Required action — What you give back must match the records below exactly, apart from the pictures, which are omitted.

* * * *

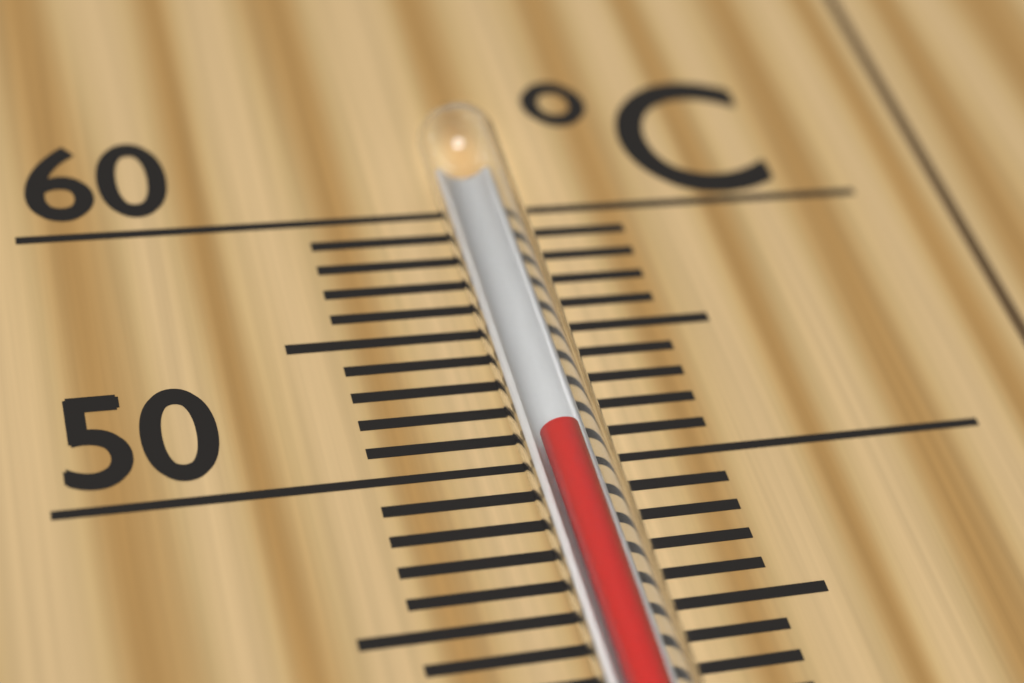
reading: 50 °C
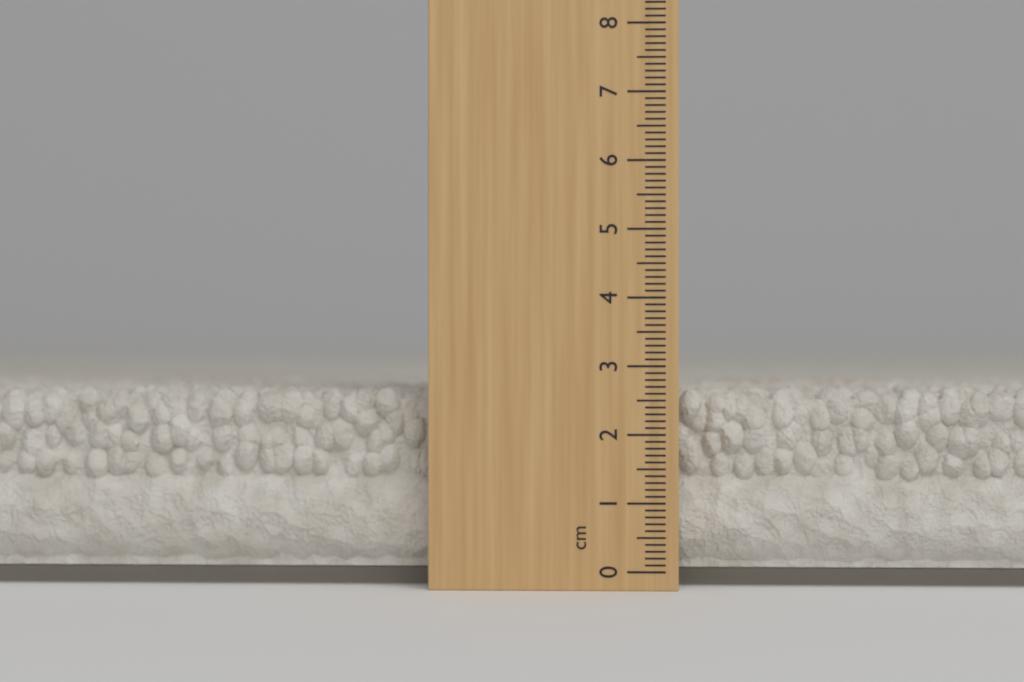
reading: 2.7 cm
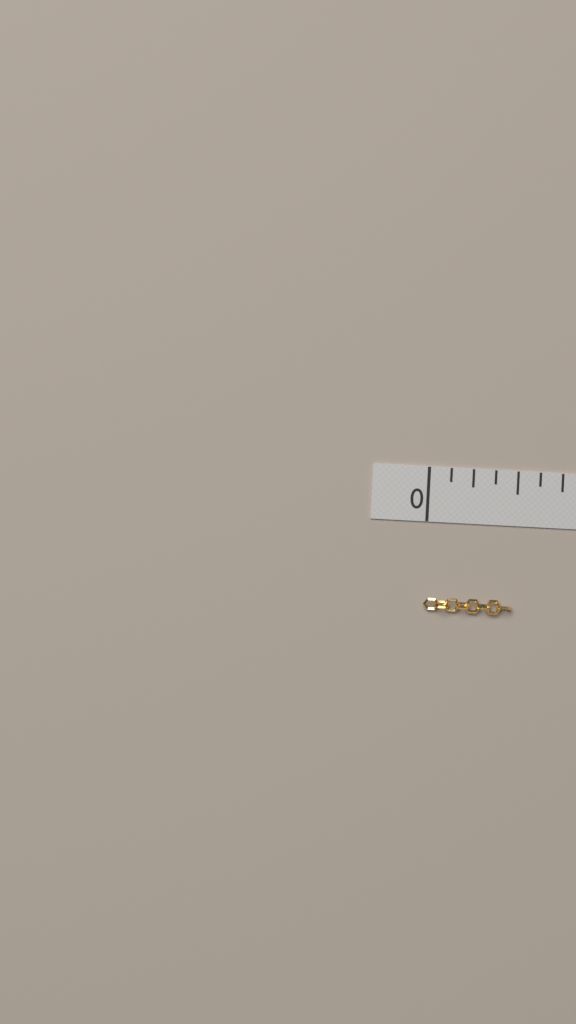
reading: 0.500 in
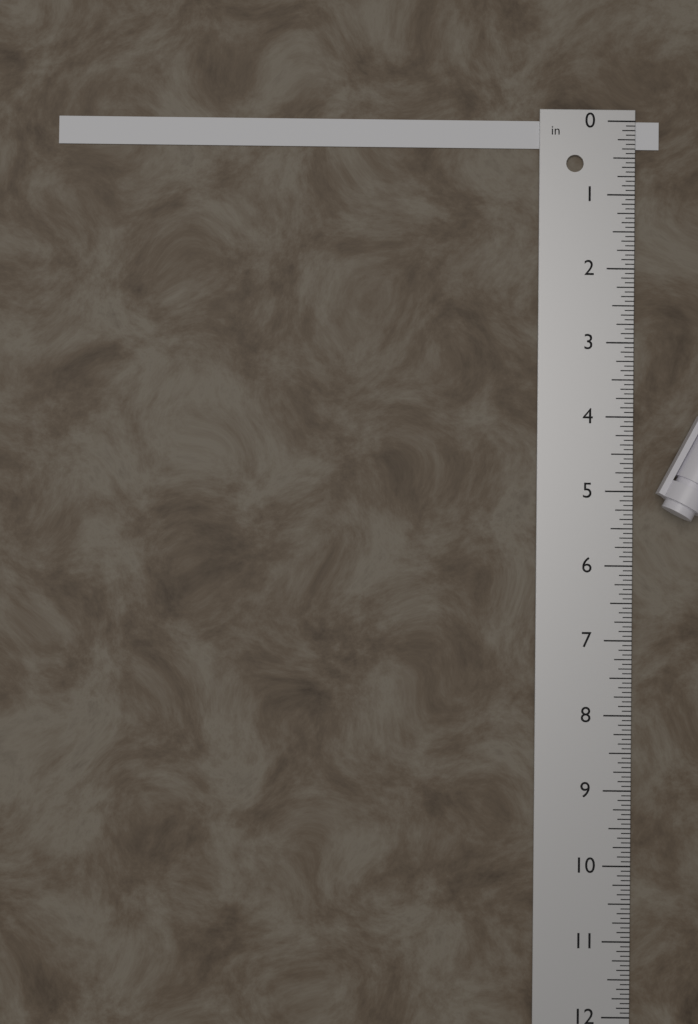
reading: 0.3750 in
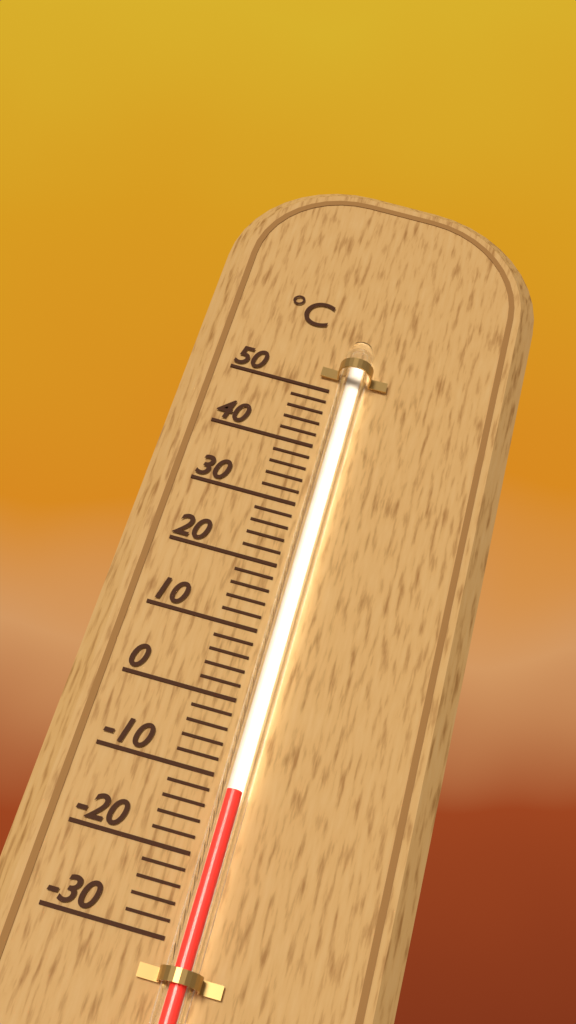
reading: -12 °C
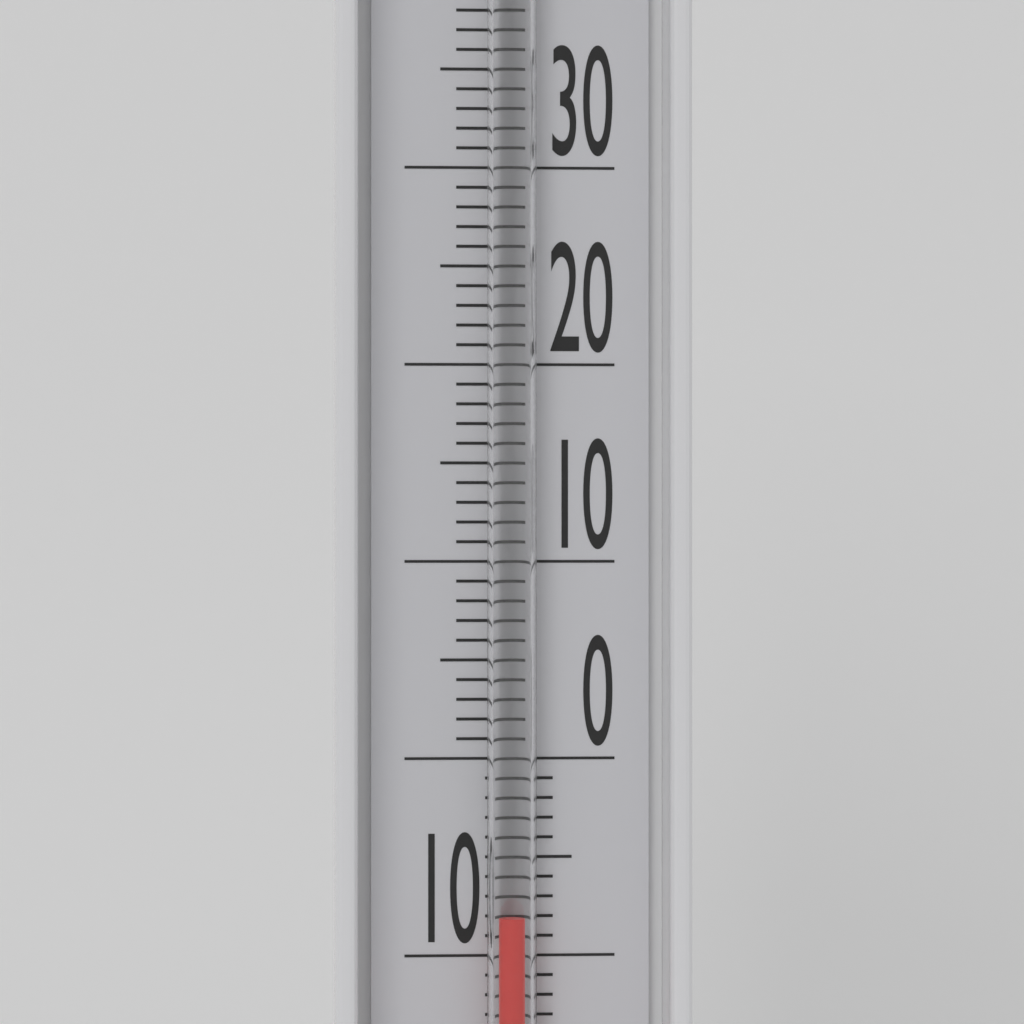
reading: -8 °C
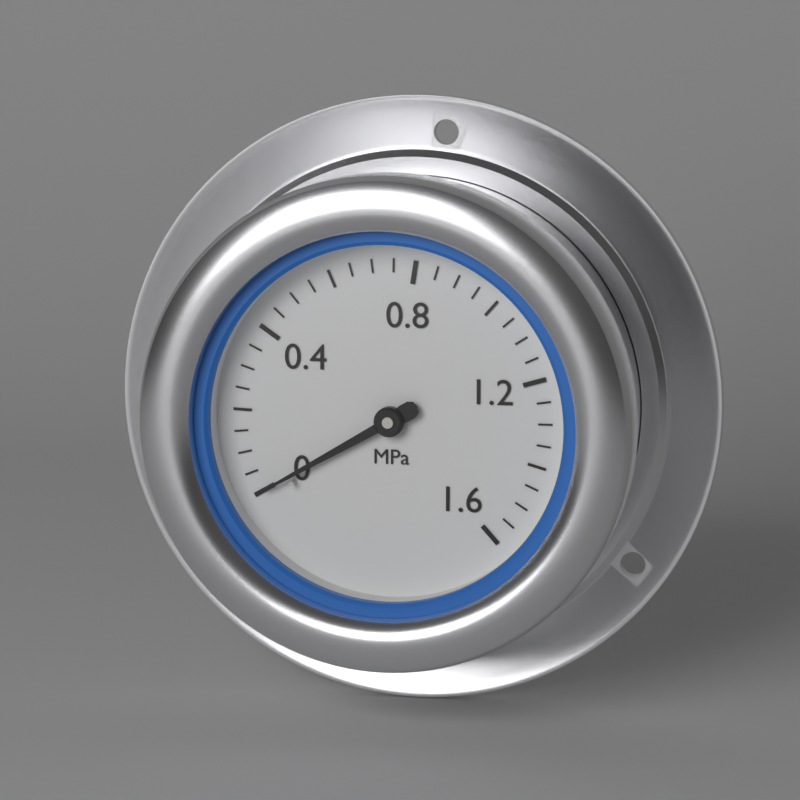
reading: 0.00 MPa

* * * *

Exercise response —
reading: 50 °C
reading: 2.7 cm
reading: 0.500 in
reading: 0.3750 in
reading: -12 °C
reading: -8 °C
reading: 0.00 MPa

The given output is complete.